CHS threats spark unease

Diana Xu, Managing Editor

It was halfway through lunch on March 27 when my heart lurched and I immediately felt like throwing up. I could not fathom what my friend had just told me: there was a shooter on Cupertino High School’s (CHS) campus.

No, this could not be true. I refused to accept this information that had been thrown at me with no warning. If there was a shooter, our school would be evacuating too. I felt my shoulders slightly loosen with relief at this thought, but deep down, I was still terrified. My body was tense as I was bombarded with what-ifs that I could not answer. My friends and I sat on our blue bench, restlessly checking our Snapchats, waiting for anyone from CHS to contact us.

The more we waited, the more anxious we got. We began to discuss what we would do if a shooter really came onto our campus. Where would we run? What would we do? Would we even know what to do? This made my stomach tighten all over again. We students do not know what to do in an emergency situation like this. We are not prepared for a situation in which a shooter comes onto campus.
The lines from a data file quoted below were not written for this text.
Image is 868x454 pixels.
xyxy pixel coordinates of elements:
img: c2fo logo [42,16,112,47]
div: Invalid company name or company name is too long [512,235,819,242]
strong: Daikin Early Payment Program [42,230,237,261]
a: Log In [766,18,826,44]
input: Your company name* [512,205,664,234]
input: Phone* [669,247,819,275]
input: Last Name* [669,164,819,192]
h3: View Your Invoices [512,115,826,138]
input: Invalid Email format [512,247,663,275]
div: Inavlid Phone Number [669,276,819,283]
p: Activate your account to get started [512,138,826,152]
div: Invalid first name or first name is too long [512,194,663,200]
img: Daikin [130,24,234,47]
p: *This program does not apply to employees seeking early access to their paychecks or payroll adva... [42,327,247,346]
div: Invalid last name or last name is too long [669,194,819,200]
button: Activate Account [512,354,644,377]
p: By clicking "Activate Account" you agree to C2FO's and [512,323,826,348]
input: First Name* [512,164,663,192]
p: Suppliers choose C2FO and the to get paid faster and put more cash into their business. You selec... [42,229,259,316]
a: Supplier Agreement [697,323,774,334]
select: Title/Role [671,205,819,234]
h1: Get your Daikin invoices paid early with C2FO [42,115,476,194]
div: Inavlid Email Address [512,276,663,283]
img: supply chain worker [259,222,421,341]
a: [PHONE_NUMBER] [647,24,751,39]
Yes, if we were in our classrooms, we would go into a code red and barricade the doors of our classrooms, but what if anything happened during lunch? We are vulnerable; everyone is unaccounted for. My eyes darted back and forth from the front of the school to the parking lot. I wanted to be ready if this threat came onto our own campus.

That lunch felt excruciatingly long, and I wished for the bell to ring. I wished to be in my next period. I did not want to be alone in a situation in which a shooter came. I was terrified. The bell finally rang. I entered my chemistry class, slightly relieved. However, I could not focus at all during that entire period. I still had a tight feeling in my stomach and a sour taste in my mouth. At the end of the period, one of my friends from CHS notified me that it was just a phone threat and that everyone was okay. You would think I felt better, but I did not. Instead, I felt frustration and disgust.

This phone call threat was the second threat CHS has received in only a little over one month, the first being a series of text messages from an anonymous number sent to a CHS student. With the recent increase of school shootings and threats, schools have become environments where students feel less and less safe. On March 29, Palo Alto High School went on lockdown due to a phone threat in which the caller claimed he would “shoot up” the school in 15 minutes. As it was later revealed that the phone call was also a prank, it makes me afraid that people will begin to take threats less seriously, creating a Boy Who Cried Wolf scenario like that of the fable, where people will not believe it when there is a real threat because there have been so many fake ones.

From that day, I have not been able to stop thinking about the possibility that I might one day experience something as horrific as a school shooting. Unfortunately, there had to be a potentially threatening experience this close to me for me to wake up and comprehend the vulnerability of today’s students. Before the threats, I could not say I was able to empathize with the students of Marjory Stoneman Douglas High School in Parkland, Florida. I still cannot say that I know what it was like to be confronted with the sound of gunshots after having come to school thinking that it was going to be another normal day. After the scare I got from the news of that threat, it became very real to me that schools are no longer a safe environment for students.